- **PROVIDED MATERIAL**:
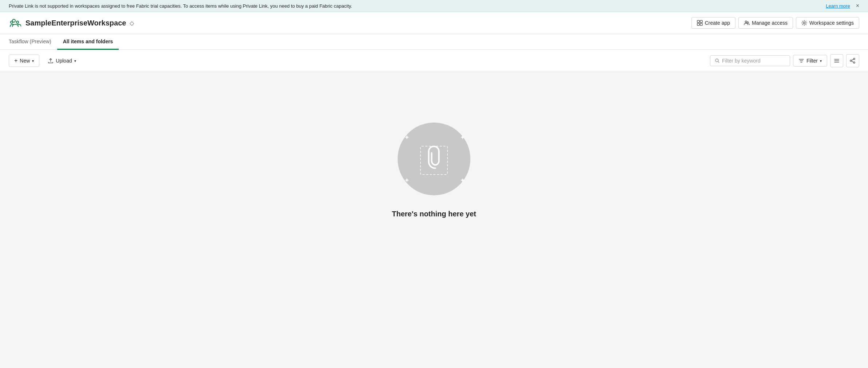 The image size is (868, 368). What do you see at coordinates (407, 180) in the screenshot?
I see `sparkle-bottom-left-icon: ✦` at bounding box center [407, 180].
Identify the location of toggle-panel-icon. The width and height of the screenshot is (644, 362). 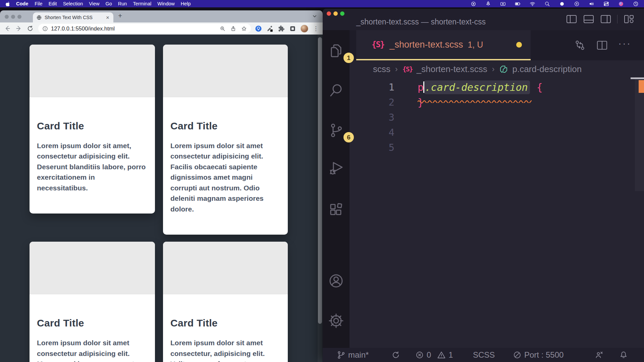
(589, 19).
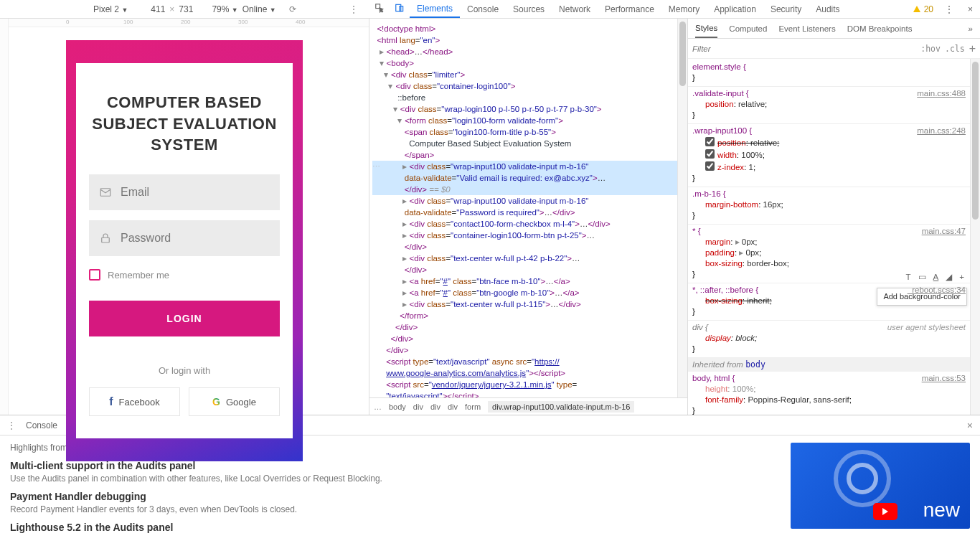 The image size is (980, 551). Describe the element at coordinates (135, 192) in the screenshot. I see `email-placeholder: Email` at that location.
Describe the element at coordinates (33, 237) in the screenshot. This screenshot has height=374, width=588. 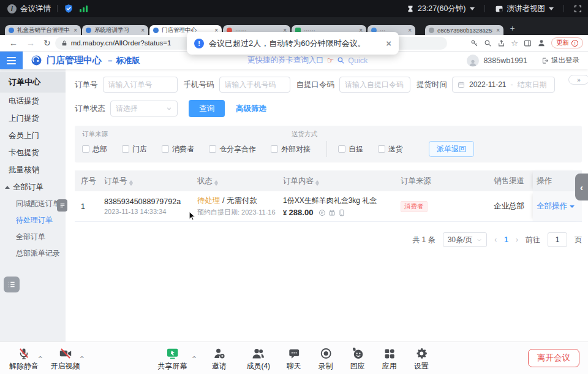
I see `sidebar-sub-all-orders: 全部订单` at that location.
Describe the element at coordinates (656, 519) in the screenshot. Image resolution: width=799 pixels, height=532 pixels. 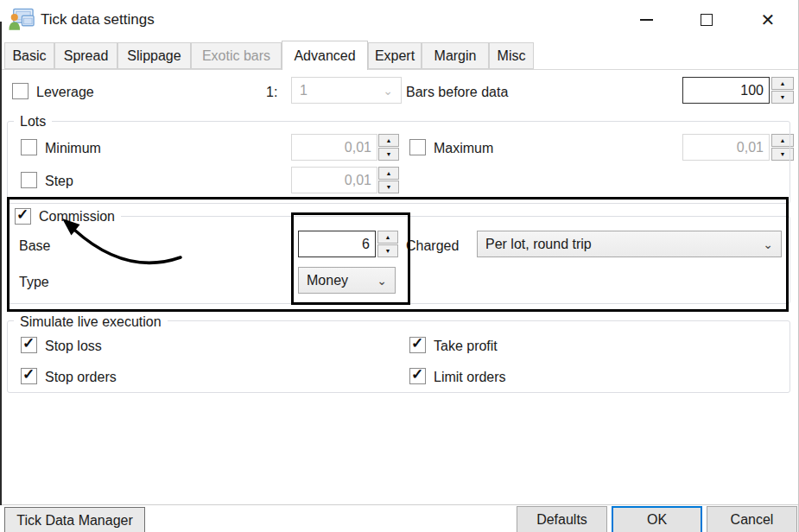
I see `ok-button: OK` at that location.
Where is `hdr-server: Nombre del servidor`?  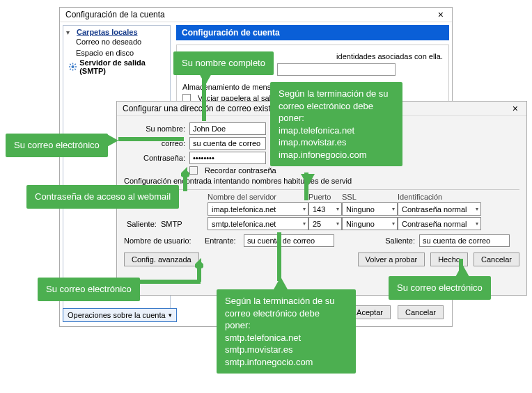
hdr-server: Nombre del servidor is located at coordinates (258, 197).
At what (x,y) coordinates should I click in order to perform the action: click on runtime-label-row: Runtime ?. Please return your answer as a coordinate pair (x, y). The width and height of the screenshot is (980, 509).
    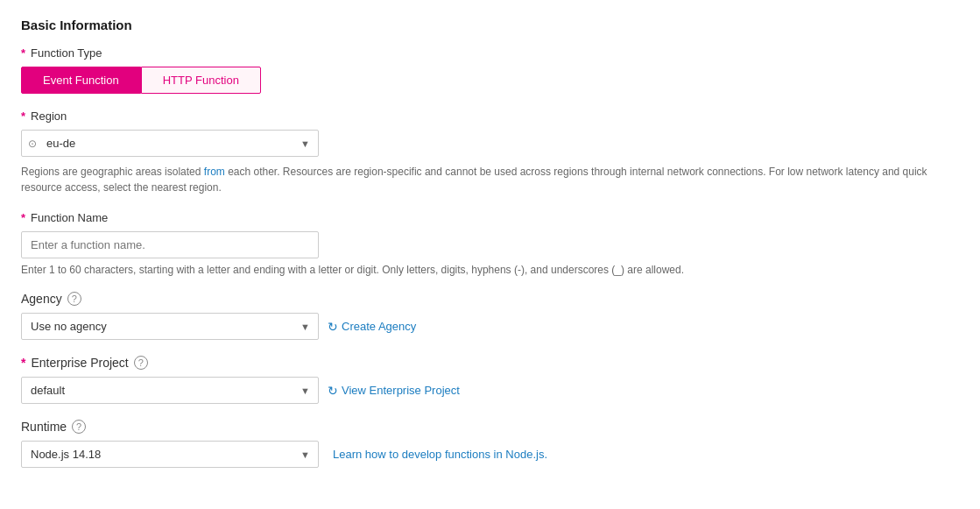
    Looking at the image, I should click on (490, 427).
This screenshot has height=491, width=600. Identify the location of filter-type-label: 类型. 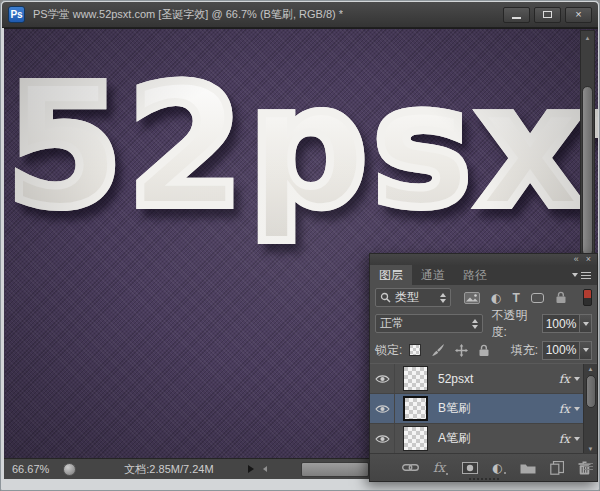
(407, 298).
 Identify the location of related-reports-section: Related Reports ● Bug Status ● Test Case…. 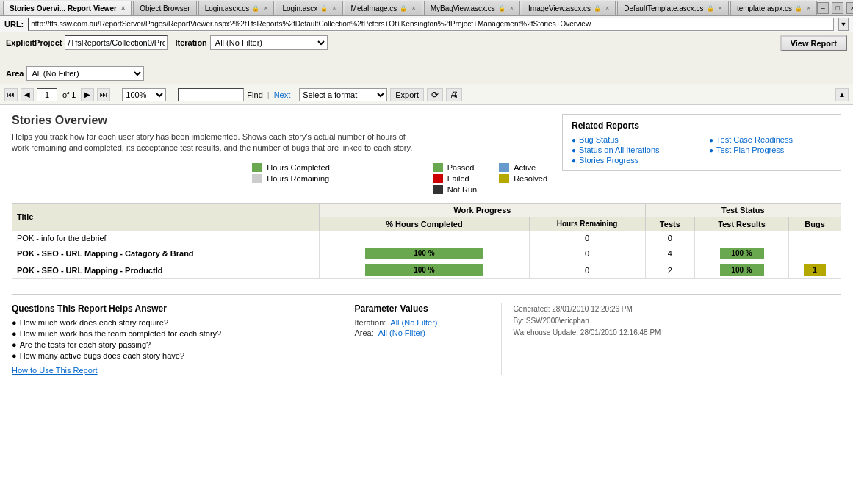
(702, 143).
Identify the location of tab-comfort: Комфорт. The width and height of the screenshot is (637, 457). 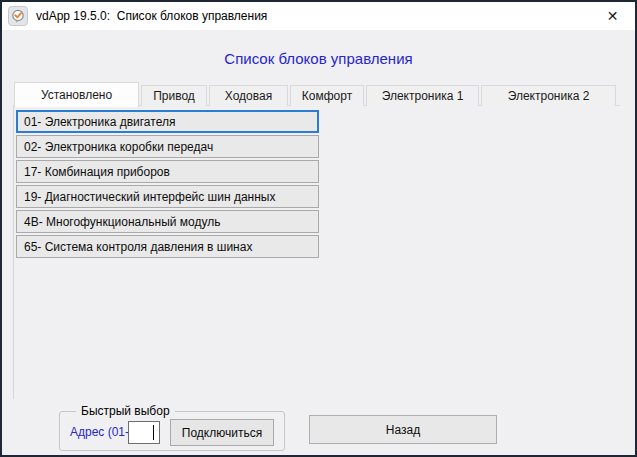
(327, 96).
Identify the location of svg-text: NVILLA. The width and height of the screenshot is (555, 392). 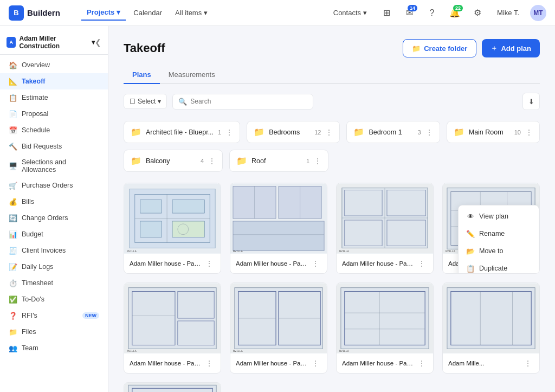
(344, 251).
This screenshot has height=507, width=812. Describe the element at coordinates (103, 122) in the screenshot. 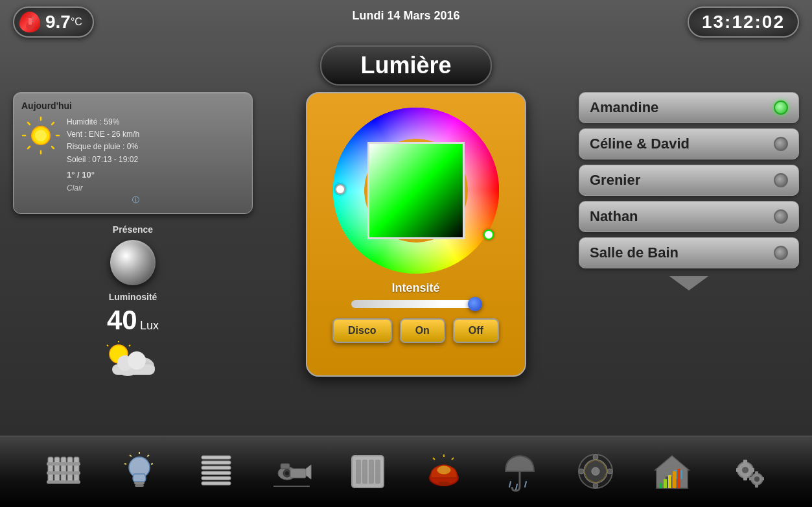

- **TASK TO CARRY OUT**: Once you find the line that contains "Describe the element at coordinates (33, 237)", give it again along with every later line through the end of the data, word for word, minus the pictures.

- **ANSWER BOX**:
Describe the element at coordinates (33, 237) in the screenshot. This screenshot has height=374, width=588. 
I see `sidebar-sub-all-orders: 全部订单` at that location.
Describe the element at coordinates (656, 519) in the screenshot. Image resolution: width=799 pixels, height=532 pixels. 
I see `ok-button: OK` at that location.
Where is `hdr-server: Nombre del servidor`?  
hdr-server: Nombre del servidor is located at coordinates (258, 197).
At what (x,y) coordinates should I click in order to perform the action: click on runtime-label-row: Runtime ?. Please return your answer as a coordinate pair (x, y). The width and height of the screenshot is (980, 509).
    Looking at the image, I should click on (490, 427).
This screenshot has height=491, width=600. Identify the location of filter-type-label: 类型. 
(407, 298).
 Identify the location of related-reports-section: Related Reports ● Bug Status ● Test Case…. 
(702, 143).
Identify the location of tab-comfort: Комфорт. The width and height of the screenshot is (637, 457). 
(327, 96).
Identify the location of svg-text: NVILLA. The width and height of the screenshot is (555, 392). 
(344, 251).
This screenshot has height=507, width=812. Describe the element at coordinates (103, 122) in the screenshot. 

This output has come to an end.